I've recently developed a sense of pity for many of my friends who work in call centers. As far as I can see, this one is the most sickening jobs in the world. You get paid a nice lump, but underneath that, you get a suction needle stuck right into your nerves, your mind, your psyche. Everything about the job reeks of an unhappy career, starting with a new name, an alias for you, well in this case:John and Jane. Directed by Ashim Ahluwalia.
Chances are that if you live in the West and you call an airline or credit card company your call will be routed to a call centre in India. The agents who work there are the subjects of a new film called 'John & Jane'.
This film profiles six agents working in a Mumbai call centre whom we see at home and at work, where they spend hours on the phone talking to customers in America.

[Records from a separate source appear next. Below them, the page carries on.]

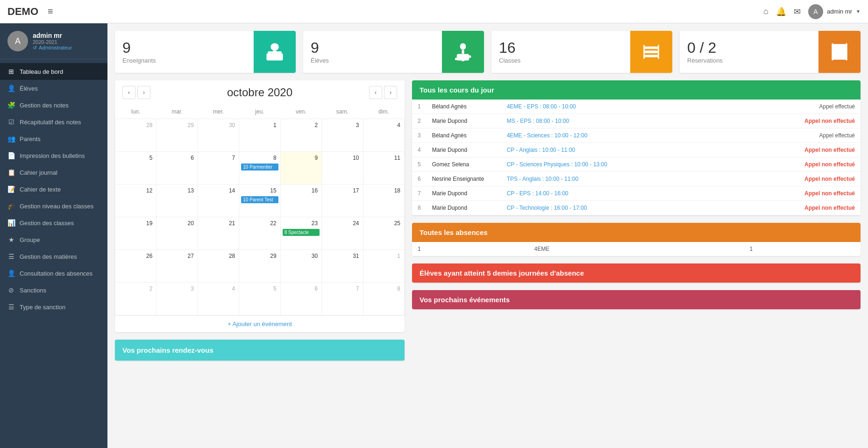 The height and width of the screenshot is (448, 868). Describe the element at coordinates (11, 240) in the screenshot. I see `groupe-icon: ★` at that location. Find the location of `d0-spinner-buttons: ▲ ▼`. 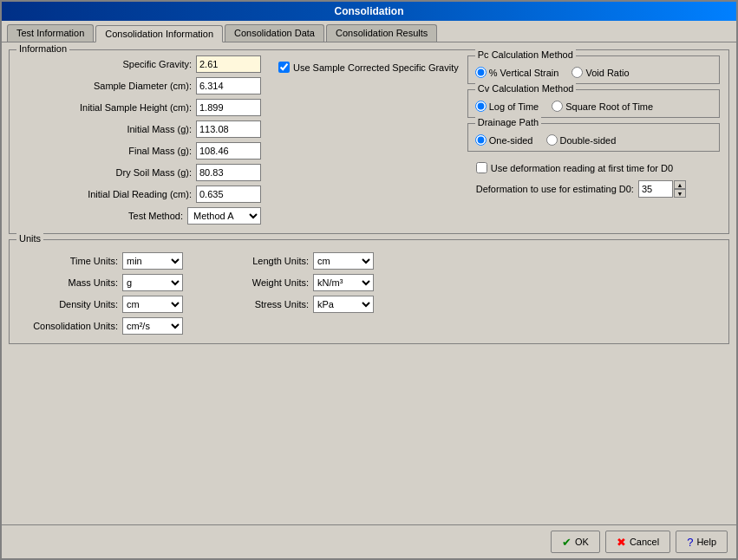

d0-spinner-buttons: ▲ ▼ is located at coordinates (680, 189).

The film is an observational study of a new breed of workers and it looks at their lives, not the facts and figures that detail call centre costs and productivity
The idea of John and Jane is based on the aliases these characters have to have. Everyone has to have an American name that an American caller would feel comfortable with, so when you first join a call centre you get asked to pick an alias and that becomes your American identity.

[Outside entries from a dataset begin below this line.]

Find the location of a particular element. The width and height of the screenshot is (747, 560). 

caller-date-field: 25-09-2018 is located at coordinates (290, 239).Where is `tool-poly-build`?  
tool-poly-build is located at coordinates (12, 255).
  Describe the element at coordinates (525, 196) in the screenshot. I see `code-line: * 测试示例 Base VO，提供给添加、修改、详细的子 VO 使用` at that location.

The film is divided into three parts - the first two characters don't really like the job and Sidney actually wants to be a Bollywood dancer. He doesn't really want to be working the call centre; his English isn't really very good, so he's perpetually getting the phone slammed down on him. He's just disgusted with the job and he wants to be doing something very different, whereas the second set of characters and the last set of characters are actually getting more and more into the American universe.
Some of the workers profiled in the film feel used and abused, and call centres have been called modern day sweatshops. The productivity of the workers is aggressively monitored and the workers also have to tolerate racial abuse from American and British callers. The film shows lifts the veil on some of these less pleasant aspects of the job.